Clear and colored glass was ordered from large manufacturing companies throughout the country. The raw elements were put together by window companies in Milwaukee according to catalog or custom designs. There are hundreds of beautiful designs featured in stained glass catalogs.
One of the primary companies producing stained glass was Kokomo Opalescent Glass out of Kokomo, Ind., Andrew says. During the 1890s there were three art glass companies located in Milwaukee. Then just prior to World War I, six downtown firms were listed in Milwaukee's city directory, Carlen adds.
These companies included Milwaukee Mirror and Art Glass Works, Columbia Stained Glass and Decorating Company, and Niedecken-Walbridge Company — best known for in-house cabinet making and founder George Niedecken's collaboration with Frank Lloyd Wright and other Prairie School architects.
By the 1970s, Carlen notes that only Columbia Stained Glass Company remained in business. Today, there are no major manufacturers of art glass in Milwaukee, although small craftsmen shops remain.
The stained glass was relevant to the arts and crafts period of the time, then on into the Prairie style, says Andrew. He thinks people's connection to stained glass historically came into play largely because of religion.
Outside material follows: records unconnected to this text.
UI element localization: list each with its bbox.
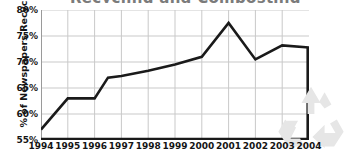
x-tick-label: 1998: [136, 141, 161, 151]
x-tick-label: 2004: [296, 141, 321, 151]
x-tick-label: 1997: [109, 141, 134, 151]
x-tick-label: 1999: [162, 141, 187, 151]
line-chart-svg: [41, 10, 309, 140]
y-tick-label: 70%: [6, 58, 38, 67]
x-tick-label: 1994: [28, 141, 53, 151]
x-tick-label: 2003: [270, 141, 295, 151]
x-tick-label: 1996: [82, 141, 107, 151]
x-axis-tick-labels: 1994199519961997199819992000200120022003…: [41, 141, 309, 157]
x-tick-label: 2001: [216, 141, 241, 151]
chart-title: Recycling and Composting: [70, 0, 320, 3]
x-tick-label: 2002: [243, 141, 268, 151]
vertical-gridlines: [41, 10, 309, 140]
y-tick-label: 80%: [6, 6, 38, 15]
x-tick-label: 1995: [55, 141, 80, 151]
y-tick-label: 75%: [6, 32, 38, 41]
y-tick-label: 60%: [6, 110, 38, 119]
y-axis-tick-labels: 55%60%65%70%75%80%: [0, 10, 38, 140]
plot-area: [41, 10, 309, 140]
y-tick-label: 65%: [6, 84, 38, 93]
x-tick-label: 2000: [189, 141, 214, 151]
plot-area-wrapper: [41, 10, 309, 140]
"I think the beauty and the calmness that stained glass provides to a home would be reminiscent to how they felt when they were at church," he says. "It just gives a certain ambiance to a home that you can't get from anything else ... it's just a beautiful thing."
"It just gives a certain ambiance to a home that you can't get from anything else ... it's just a beautiful thing." - Andrew Paremski
But after World War II, housing construction became faster and cheaper. On-site woodwork and ornate windows just weren't a financial or visual priority anymore, Carlen explains.
"There was such a demand for housing after the war because of the Depression that had preceded it. It's get them out as fast as you can crank them out. All these people want to start families and just boom, everything just exploded," she says.
This led to the creation of suburbs and construction companies investing in prefabricated homes nationwide.
Kirsten Boeh says her home was completed in the spring of 1920. When she and her husband Henry were house hunting, their bungalow had all the historical elements they were looking for to make them feel at home, especially the stained glass windows.
"I really liked the kind of floral motif and then we also realize that it sort of looked like ... The flowers in Super Mario Brothers … so it kind of matched us perfectly," she says. "You kind of knew it was meant to be."
Milwaukee bungalows are something special that have stood the test of time. So whether you're in a home that's been taken care of for over 100 years, or lovingly restoring one — if the stained glass windows remain, you have a piece of colorful history.